'We have a very partial picture': Why one health writer wants more sex-based data on COVID-19
'When there is a crisis, there is that sense we don't have time to talk about gender': Caroline Criado Perez
Statistics from some parts of the world that suggest men are more likely than women to die from COVID-19 should be a wake-up call for more sex-based health data, a British author argues.
"Bodies respond differently to viruses, to drugs, to all sorts of things, depending on the sex of the body," said Caroline Criado Perez, author of Invisible Women: Exposing Data Bias in a World Designed for Men.
"So if you really want to know what's going on, you have to sex disaggregate your data."
In Italy, men have accounted for 71 per cent of deaths from COVID-19, while twice as many men as women have died from the disease in Spain.
While COVID-19 infection and death rates are broken down by sex in some countries, it's not a universal standard. Canada currently only reports sex for confirmed cases. Advocates have similarly called for more race-based data to track the infections spread among minority communities.
Criado Perez argues that in order to properly direct treatments and other interventions, a widespread effort to determine who is most affected by COVID-19 is needed. That includes more sex-specific data collection to confirm who has has been tested for COVID-19, who is confirmed to have the disease and who has died.
"You really need all three of those in order to really understand, for example, are more men dying because they're more likely to get it?" she told The Current's Matt Galloway.
"Because we are not collecting systematically sex disaggregated data right from the beginning in all countries around the world, we have a very partial picture full of gaps," she added.
'Huge data gap' in medical science
The COVID-19 data disparity highlights a long-standing concern among health researchers, according to Criado Perez.
For decades, she says, women's health has been underrepresented in medical research.
"Historically, the vast majority of data that we have collected in all areas — from economics to travel data to the workplace, but also in medical science — has been on men, and that includes on the male body," she said.
She says that research has long seen the male experience and body as a universal template when it came to health, while the study of women was considered "niche" and "atypical."
"When there is a crisis, there is that sense we don't have time to talk about gender right now," Criado Perez said.
That type of thinking, she told Galloway, has led to a "huge data gap" in medical science.
But breaking down health data by sex can have positive impacts.
Criado Perez recalls uncovering a study in the process of writing her latest book that compared how cells in both men and women fight an influenza infection.
What the study authors discovered was that cells inside the female body could use estrogen to protect against the common flu.
"So what you see there is this possibility that there is something going on in the connection between estrogen and the female cells that could be being used in fighting off viruses," she said.
She adds that women must be included in early trials, particularly for new drugs, in order to ensure they can work for both men and women.
"One of the things that is really frustrating at the moment, as we are doing drug research and as we are doing vaccine research, is we still aren't always doing that," she said.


| TASK DETAILS |
Whenever a line in this data holds the word "unit", report that line in full.

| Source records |
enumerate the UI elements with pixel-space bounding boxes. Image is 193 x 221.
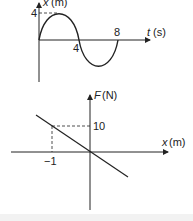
x-tick-4: 4: [73, 42, 79, 54]
x-tick-neg1: −1: [44, 155, 57, 167]
x-axis-unit: (m): [169, 136, 186, 148]
x-tick-8: 8: [114, 26, 120, 38]
f-axis-var: F: [94, 89, 102, 101]
t-axis-unit: (s): [153, 26, 166, 38]
footer-strip: [0, 214, 193, 221]
physics-diagram: 4 4 8 x (m) t (s) 10 −1 F (N) x (m): [0, 0, 193, 221]
y-axis-var: x: [42, 0, 49, 8]
force-displacement-graph: 10 −1 F (N) x (m): [11, 89, 186, 210]
force-line: [36, 115, 128, 177]
f-axis-unit: (N): [102, 89, 117, 101]
t-axis-var: t: [147, 26, 151, 38]
f-tick-10: 10: [93, 120, 105, 132]
displacement-time-graph: 4 4 8 x (m) t (s): [31, 0, 166, 82]
x-axis-var: x: [161, 136, 168, 148]
y-tick-4: 4: [31, 7, 37, 19]
y-axis-unit: (m): [51, 0, 68, 8]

| TASK RESULT |
x-axis-unit: (m): [169, 136, 186, 148]
t-axis-unit: (s): [153, 26, 166, 38]
f-axis-unit: (N): [102, 89, 117, 101]
y-axis-unit: (m): [51, 0, 68, 8]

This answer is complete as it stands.